--- YOUR ASSIGNMENT ---
All lines with the word "home" are to be found and copied from the listing.

--- GIVEN RECORDS ---

────────────────────

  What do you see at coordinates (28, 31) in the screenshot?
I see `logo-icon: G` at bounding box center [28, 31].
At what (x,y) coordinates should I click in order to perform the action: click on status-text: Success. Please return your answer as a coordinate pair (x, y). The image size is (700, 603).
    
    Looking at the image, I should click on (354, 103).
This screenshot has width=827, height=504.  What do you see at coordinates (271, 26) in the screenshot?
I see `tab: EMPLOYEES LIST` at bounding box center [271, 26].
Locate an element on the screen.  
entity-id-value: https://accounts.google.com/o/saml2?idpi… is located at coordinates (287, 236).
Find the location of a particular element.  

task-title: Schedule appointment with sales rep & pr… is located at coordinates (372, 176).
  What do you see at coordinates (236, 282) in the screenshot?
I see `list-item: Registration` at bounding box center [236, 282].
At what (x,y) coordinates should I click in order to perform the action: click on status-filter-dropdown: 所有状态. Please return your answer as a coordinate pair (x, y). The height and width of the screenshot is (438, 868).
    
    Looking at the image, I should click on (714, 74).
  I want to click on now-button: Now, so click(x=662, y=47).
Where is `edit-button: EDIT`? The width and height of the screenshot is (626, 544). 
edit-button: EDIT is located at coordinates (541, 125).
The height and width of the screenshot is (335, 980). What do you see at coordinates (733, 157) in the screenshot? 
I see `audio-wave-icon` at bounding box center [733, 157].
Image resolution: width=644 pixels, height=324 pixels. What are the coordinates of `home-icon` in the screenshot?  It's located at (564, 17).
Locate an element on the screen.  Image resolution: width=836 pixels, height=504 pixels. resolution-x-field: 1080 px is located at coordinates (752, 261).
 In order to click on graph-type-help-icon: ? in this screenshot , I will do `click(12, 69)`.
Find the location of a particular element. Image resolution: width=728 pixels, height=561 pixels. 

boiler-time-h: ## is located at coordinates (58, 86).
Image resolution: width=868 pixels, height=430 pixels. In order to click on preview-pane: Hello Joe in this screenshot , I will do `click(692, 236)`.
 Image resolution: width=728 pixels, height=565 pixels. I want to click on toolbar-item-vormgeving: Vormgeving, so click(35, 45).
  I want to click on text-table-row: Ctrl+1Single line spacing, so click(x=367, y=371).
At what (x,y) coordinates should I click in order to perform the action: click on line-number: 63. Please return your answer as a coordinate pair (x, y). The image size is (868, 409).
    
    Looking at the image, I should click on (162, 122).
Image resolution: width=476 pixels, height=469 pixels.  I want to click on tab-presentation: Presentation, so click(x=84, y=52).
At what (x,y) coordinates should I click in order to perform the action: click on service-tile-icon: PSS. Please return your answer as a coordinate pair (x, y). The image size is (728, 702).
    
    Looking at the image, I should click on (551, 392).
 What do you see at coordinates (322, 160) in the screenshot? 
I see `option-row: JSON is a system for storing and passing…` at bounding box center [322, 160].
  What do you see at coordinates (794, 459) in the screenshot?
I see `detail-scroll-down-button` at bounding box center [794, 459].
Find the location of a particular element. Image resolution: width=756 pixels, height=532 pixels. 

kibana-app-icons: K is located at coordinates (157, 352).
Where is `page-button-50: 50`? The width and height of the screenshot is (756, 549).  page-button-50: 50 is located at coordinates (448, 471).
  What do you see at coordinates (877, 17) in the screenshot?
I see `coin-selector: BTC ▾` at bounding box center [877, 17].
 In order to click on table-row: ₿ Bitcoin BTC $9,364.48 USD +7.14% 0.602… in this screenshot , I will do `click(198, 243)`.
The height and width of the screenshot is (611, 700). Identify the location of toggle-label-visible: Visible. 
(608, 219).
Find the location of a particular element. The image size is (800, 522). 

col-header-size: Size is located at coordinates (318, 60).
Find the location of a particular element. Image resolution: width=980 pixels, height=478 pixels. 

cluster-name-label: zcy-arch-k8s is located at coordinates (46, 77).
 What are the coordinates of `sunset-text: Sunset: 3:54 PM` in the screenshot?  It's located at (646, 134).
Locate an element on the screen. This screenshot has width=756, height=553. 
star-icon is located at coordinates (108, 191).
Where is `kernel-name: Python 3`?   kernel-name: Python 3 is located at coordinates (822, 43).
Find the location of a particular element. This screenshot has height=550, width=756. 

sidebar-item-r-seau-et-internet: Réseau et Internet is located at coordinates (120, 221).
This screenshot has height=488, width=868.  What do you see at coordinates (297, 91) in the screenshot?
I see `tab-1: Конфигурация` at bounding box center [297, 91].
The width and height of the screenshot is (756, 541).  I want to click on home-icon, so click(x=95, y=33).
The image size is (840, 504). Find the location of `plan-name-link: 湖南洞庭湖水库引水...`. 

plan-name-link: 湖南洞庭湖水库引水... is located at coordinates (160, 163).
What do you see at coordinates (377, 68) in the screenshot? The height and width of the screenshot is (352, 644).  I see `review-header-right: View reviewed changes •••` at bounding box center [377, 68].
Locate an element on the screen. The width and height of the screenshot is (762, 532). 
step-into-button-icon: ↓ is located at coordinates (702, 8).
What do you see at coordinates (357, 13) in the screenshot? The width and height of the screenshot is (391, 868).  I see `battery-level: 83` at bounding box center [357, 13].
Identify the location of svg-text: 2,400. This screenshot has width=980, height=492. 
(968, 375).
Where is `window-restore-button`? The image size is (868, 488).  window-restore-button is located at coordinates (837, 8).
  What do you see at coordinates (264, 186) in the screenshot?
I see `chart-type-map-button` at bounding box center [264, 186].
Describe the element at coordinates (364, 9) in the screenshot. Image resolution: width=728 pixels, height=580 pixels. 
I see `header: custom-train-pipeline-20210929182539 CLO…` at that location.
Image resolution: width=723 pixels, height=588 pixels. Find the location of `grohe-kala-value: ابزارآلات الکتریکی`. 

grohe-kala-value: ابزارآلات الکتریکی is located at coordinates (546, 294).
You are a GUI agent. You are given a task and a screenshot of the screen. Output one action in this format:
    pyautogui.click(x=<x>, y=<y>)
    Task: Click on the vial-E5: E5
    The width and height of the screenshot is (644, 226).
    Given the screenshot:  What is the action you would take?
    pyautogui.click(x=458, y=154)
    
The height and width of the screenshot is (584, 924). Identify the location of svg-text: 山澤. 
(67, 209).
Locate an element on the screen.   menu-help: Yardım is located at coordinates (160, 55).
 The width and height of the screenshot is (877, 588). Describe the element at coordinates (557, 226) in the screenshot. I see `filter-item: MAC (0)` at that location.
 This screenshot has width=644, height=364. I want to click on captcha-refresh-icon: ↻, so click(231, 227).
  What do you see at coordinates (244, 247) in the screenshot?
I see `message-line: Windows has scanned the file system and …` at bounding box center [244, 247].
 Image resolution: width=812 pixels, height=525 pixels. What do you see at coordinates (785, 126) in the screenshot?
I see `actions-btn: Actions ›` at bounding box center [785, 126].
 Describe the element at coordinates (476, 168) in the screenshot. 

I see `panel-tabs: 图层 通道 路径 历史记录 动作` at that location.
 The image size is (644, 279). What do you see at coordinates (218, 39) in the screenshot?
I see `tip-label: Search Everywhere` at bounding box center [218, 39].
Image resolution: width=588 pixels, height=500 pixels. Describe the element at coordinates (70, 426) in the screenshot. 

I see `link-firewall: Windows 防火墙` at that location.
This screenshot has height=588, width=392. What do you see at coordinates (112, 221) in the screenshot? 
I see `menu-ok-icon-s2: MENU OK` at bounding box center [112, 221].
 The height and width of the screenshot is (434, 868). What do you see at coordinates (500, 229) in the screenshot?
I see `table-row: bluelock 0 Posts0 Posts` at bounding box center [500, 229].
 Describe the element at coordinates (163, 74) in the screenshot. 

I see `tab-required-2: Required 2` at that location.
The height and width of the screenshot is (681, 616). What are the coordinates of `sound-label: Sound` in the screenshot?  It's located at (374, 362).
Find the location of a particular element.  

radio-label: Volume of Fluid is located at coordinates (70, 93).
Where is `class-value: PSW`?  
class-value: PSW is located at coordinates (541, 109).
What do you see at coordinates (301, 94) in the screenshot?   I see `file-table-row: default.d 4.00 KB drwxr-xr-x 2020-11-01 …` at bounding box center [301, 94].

────────────────────

--- FINISHED TASK ---
Image resolution: width=644 pixels, height=324 pixels. What are the coordinates of `home-icon` in the screenshot?  It's located at (564, 17).
The width and height of the screenshot is (756, 541).  I want to click on home-icon, so click(x=95, y=33).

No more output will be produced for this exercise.